Most of us learn by using our eyes. Whether it’s reading or poring over formulas, graphs and charts, it’s a mostly visual experience.  Now, professors at Virginia Tech are exploring a new way to add another dimension to teaching and learning by transforming data into sound.     

Ivica Ico Bukvic teaches composition and multimedia. “With our eyes, we only see what’s ahead of us. With our ears, we hear what is all around us.”

Bukvic is using the Cube, an experimental space inside The Moss Arts Center at Virginia Tech, with its one hundred twenty-nine, floor to ceiling speakers, to design a whole new way to convey complicated information by turning it into sound.  

Remember that movie, Minority Report, that starred Tom Cruise, where he used a transparent screen to move data around? “In Minority Report the impressive thing was, the person moving all these squares around," Bukvic noted.  "Well in this space, you essentially have a huge screen, except it’s aural.  You’re immersed in sound and users will be very much in the same position (as in the movie.) They’re going to be moving sounds around looking for those correlations in sound that they can actually detect through their ears.”
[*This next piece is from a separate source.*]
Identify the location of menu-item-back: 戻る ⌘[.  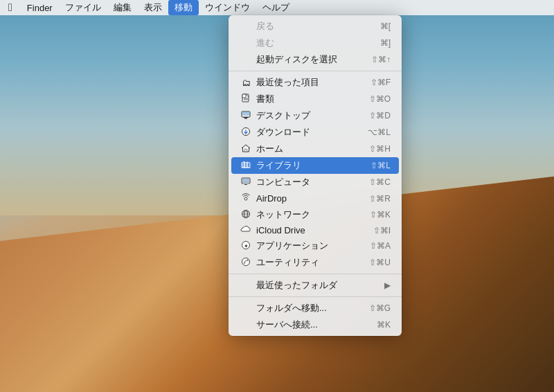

Bukvic believes sound takes something of a short cut to the brain. The idea is that the human ear has a superior ability to recognize tiny changes in ways the eye might miss. 

Here in the Cube, PhD student, Woohun Joo, a graphic, interaction and multi-media designer, is waving his hands around like he’s conducting an invisible orchestra.
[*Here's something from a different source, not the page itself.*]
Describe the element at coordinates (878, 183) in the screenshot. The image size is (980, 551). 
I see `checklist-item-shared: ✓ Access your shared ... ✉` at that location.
Disha Sardana, who’s working on her PhD in electromagnetics and music technology, explains how Joo’s mad gesticulations translate into the sounds we’re hearing.  “It’s just a (motion capture) glove you wear, you don’t even have put in effort to learn something.  A user can come in and learn it in like, two minutes and you can do all the stuff you want.”

And since there’s more data than ever before to make sense of, the sky is the limit for the how this might be used. 
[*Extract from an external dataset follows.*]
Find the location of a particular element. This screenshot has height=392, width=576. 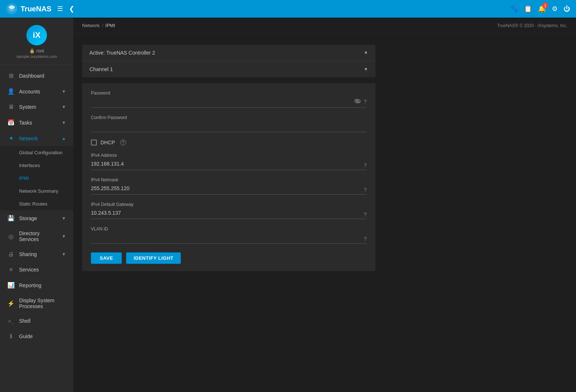

confirm-password-input-wrapper is located at coordinates (229, 127).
In fact, the first experiment will simulate the earth’s upper atmosphere.  Bukvic explains the process he calls ‘data sonification,’ which is basically, representing information, not in print, but in sound. “For instance, there might be a situation where we are looking at Geo-space data where something could happen in front of us but at the same time, or shortly thereafter something might be happening above us or behind us. Hearing that might help us uncover those new patterns.”

Bukvic is mostly a sound guy. He hatched the idea for this experiment with Greg Earle, electrical and computer engineering guy.  Here’s how Earle explains why audio is such a powerful teaching tool.

“The example I like to use is, imagine you have your iPad and it’s playing a playlist. Well, after you’ve listened to that play list 3 or 4 times, your brain tells you what to anticipate. You know (what) the next song (will be). It took no effort for you to memorize that. It came into your ears and you heard it 3 or 4 times and that’s all it takes and it’s there.”

A short test piece they created includes sounds like fire crackling to signify heat and chirping crickets to evoke nature. It’s designed for a full up surround sound system for full effect so you may not pick up the details quite the way you would if you were inside the cube. For the next year and a half, they’ll be testing it with a grant from the National Science Foundation.

Robbie Harris is based in Blacksburg, covering the New River Valley and southwestern Virginia.